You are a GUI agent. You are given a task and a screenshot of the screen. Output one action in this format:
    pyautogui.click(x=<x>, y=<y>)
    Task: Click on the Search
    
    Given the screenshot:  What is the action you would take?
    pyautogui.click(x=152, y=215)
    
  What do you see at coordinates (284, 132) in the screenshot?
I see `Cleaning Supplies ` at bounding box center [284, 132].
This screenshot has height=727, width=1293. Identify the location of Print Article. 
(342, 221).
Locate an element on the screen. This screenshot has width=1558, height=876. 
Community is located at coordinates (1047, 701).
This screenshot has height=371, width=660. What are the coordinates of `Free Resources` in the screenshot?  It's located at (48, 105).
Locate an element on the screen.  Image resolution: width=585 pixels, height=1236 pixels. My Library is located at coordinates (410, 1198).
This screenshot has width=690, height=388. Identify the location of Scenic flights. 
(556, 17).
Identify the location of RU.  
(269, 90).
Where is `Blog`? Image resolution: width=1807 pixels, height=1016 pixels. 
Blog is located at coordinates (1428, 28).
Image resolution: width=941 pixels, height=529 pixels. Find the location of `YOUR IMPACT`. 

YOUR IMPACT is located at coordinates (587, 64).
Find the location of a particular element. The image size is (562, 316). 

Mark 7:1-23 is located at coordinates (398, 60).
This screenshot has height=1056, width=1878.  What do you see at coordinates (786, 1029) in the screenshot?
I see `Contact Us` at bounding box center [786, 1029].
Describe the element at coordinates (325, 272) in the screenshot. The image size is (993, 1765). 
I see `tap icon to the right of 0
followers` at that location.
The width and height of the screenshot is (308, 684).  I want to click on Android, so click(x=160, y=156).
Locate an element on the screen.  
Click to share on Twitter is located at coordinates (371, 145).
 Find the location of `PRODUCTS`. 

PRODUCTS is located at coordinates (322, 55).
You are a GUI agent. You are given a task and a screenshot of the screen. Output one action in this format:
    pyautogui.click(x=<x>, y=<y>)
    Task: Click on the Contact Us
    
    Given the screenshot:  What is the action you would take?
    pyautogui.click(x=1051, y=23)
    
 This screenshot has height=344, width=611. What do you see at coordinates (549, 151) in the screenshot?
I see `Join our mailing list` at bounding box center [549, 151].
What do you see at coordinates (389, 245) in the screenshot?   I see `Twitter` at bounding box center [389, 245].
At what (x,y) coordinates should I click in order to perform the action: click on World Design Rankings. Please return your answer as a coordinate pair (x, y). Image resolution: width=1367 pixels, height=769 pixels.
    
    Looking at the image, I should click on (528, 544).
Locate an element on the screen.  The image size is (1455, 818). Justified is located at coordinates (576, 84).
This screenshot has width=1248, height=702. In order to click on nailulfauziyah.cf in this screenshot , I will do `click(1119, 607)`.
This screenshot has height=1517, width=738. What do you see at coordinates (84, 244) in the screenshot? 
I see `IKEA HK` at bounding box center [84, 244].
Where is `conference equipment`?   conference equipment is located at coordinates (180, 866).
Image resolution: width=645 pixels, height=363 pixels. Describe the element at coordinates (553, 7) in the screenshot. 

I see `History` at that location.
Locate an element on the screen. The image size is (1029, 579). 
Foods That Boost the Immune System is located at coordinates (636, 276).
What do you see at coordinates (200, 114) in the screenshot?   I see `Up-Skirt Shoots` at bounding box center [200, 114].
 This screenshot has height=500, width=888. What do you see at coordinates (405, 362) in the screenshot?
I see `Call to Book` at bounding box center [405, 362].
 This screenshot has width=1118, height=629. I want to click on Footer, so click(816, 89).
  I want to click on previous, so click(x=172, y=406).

## Exercise description
Precisely the lines between those holding "The width and" and "What do you see at coordinates (389, 245)", inclusive, are to be reproduced from the listing above, with nothing added.

## Answer for the task
The width and height of the screenshot is (308, 684).  I want to click on Android, so click(x=160, y=156).
Locate an element on the screen.  
Click to share on Twitter is located at coordinates (371, 145).
 Find the location of `PRODUCTS`. 

PRODUCTS is located at coordinates (322, 55).
You are a GUI agent. You are given a task and a screenshot of the screen. Output one action in this format:
    pyautogui.click(x=<x>, y=<y>)
    Task: Click on the Contact Us
    
    Given the screenshot:  What is the action you would take?
    pyautogui.click(x=1051, y=23)
    
 This screenshot has height=344, width=611. What do you see at coordinates (549, 151) in the screenshot?
I see `Join our mailing list` at bounding box center [549, 151].
What do you see at coordinates (389, 245) in the screenshot?   I see `Twitter` at bounding box center [389, 245].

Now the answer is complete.